Free uptime monitoring exists. Some of it is genuinely useful. Some of it will let your site stay down for 20 minutes before sending you an email you won't read until morning.

Let's Be Honest About "Free"

I've been through this cycle a dozen times. You spin up a side project, deploy it on a Friday, and by Monday you find out it's been 502-ing since Saturday afternoon. Nobody told you. You had no monitoring.

So you search "how to monitor website uptime free" and get hit with a wall of listicles ranking tools you've never heard of. Half the links are affiliate spam. The other half recommend tools that sunset their free tiers two years ago.

Here's what I actually know from running production sites: free monitoring works fine for most projects. You just need to understand what you're trading away.

What Free Monitoring Actually Gives You

Every free uptime monitor does roughly the same thing. It pings your URL on a schedule and tells you when it stops responding. The differences are in the details, and the details matter more than you'd think.

The things that vary across free tiers:

The DIY Route: Cron Jobs and Scripts

I know some of you are already thinking "I'll just write a bash script." I've been there.

A simple curl check in a cron job works. Put it on a VPS, curl your site every minute, send yourself a Slack webhook if it fails. Maybe 20 lines of bash. You'll feel clever for about a week.

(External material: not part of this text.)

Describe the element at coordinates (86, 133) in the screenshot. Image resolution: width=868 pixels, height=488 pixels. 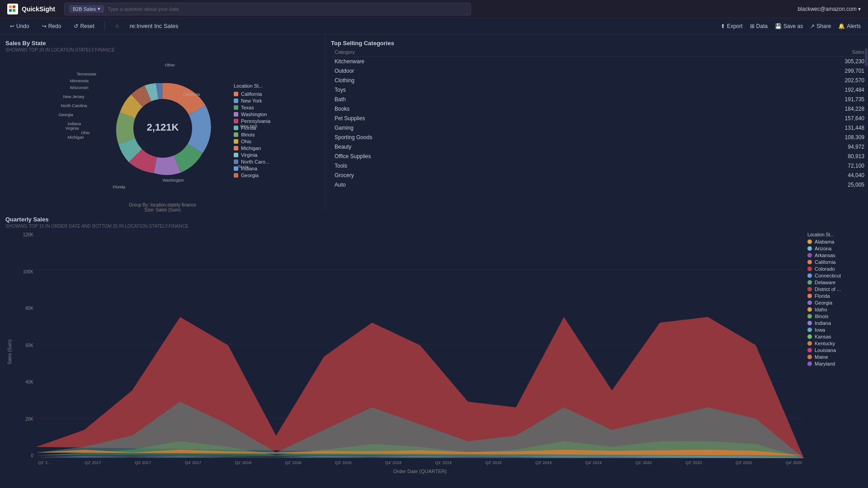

Then your monitoring VPS goes down and you're back to square one with no alerts. Or your script silently fails because the Slack webhook URL expired. Or you get rate-limited by your own email provider because a network flap triggered 200 alerts in 10 minutes.

DIY monitoring has a fundamental problem: who monitors the monitor? If you want to solve that, you need at least two independent systems checking each other. At that point you're building infrastructure to avoid paying $0/month for a free tier. That math doesn't work.

What to Actually Look For in a Free Monitor

After trying most of the options out there, these are the things I care about. In order.

Check frequency under 5 minutes. Anything slower than 5-minute checks is only useful for detecting extended outages. If your server reboots in 3 minutes, a 10-minute check interval might never catch it.

At least 2 check locations. Single-location monitoring produces false positives. You'll learn to ignore the alerts, which defeats the entire purpose.

Slack or Discord alerts. Email alerts are where urgency goes to die. You need something that buzzes your phone.

SSL certificate monitoring. Let's Encrypt certs expire every 90 days. Auto-renewal works until it doesn't. When it fails, your site shows a scary browser warning and traffic drops to zero. A monitor that warns you 14 days before expiry is worth its weight in gold.

How I Set Up Free Monitoring with PingBase

I'll walk through what I actually do for new projects. This takes about a minute.

PingBase's free tier gives you 3 monitors with 5-minute checks and email alerts. No credit card, no trial period that silently expires.

Step one: sign up and go to the dashboard. Add your URL. Pick HTTPS as the monitor type. That's it for the basics.

Step two: set up your alert channels. I always add Slack or Discord on top of email. Email is your backup, not your primary alert channel.

Step three: if you're running anything with an SSL cert (you are), turn on SSL monitoring. PingBase checks your cert expiry and warns you 14 days out. I've been saved by this twice on projects where certbot renewal broke silently after an nginx config change.

That's the whole setup. Three monitors covers a typical project: your main domain, your API endpoint, and maybe a staging environment or admin panel.

When Free Stops Being Enough

Free monitoring has limits. Be honest with yourself about when you've hit them.

If you're running a SaaS with paying customers, 5-minute check intervals are too slow. Your customers will report outages before your monitor does. That's embarrassing and it erodes trust.

If you need a public status page, most free tiers don't include one. PingBase does offer status pages on paid plans with custom domain support, which saves you from cobbling together a separate status page service.

If you have more than a handful of endpoints to watch, you'll blow past the free monitor limit quickly. At that point, upgrading to a paid plan is cheaper than the mental overhead of deciding which endpoints deserve monitoring and which don't.

Common Mistakes With Free Uptime Monitoring

I see the same mistakes constantly. Listing them so you can skip the learning curve.

Only monitoring the homepage. Your homepage can return 200 while your API is completely dead. Monitor the endpoints that matter to your users, not just the URL you type into a browser.

Ignoring response time. A site that takes 12 seconds to respond is technically "up" but functionally broken. If your monitor tracks response time, set an alert threshold. 2 seconds is a reasonable ceiling for most web apps.

Setting up monitoring and never checking the dashboard. Alerts cover emergencies. But slow degradation, like response times creeping from 200ms to 800ms over a month, only shows up if you actually look at your monitoring data occasionally.

No alert escalation. If the first alert goes to email and nobody responds in 15 minutes, what happens? On free plans you might not have escalation policies, but you can at least send alerts to multiple channels simultaneously.

The Bottom Line

You can monitor website uptime for free. It works. The gap between free and paid monitoring is real, but for side projects, personal sites, and early-stage products, free monitoring is infinitely better than no monitoring.

The worst monitoring setup is the one you never configured. Pick a tool, add your URLs, set up alerts that actually reach you, and move on. You can optimize later when you have paying users who expect better.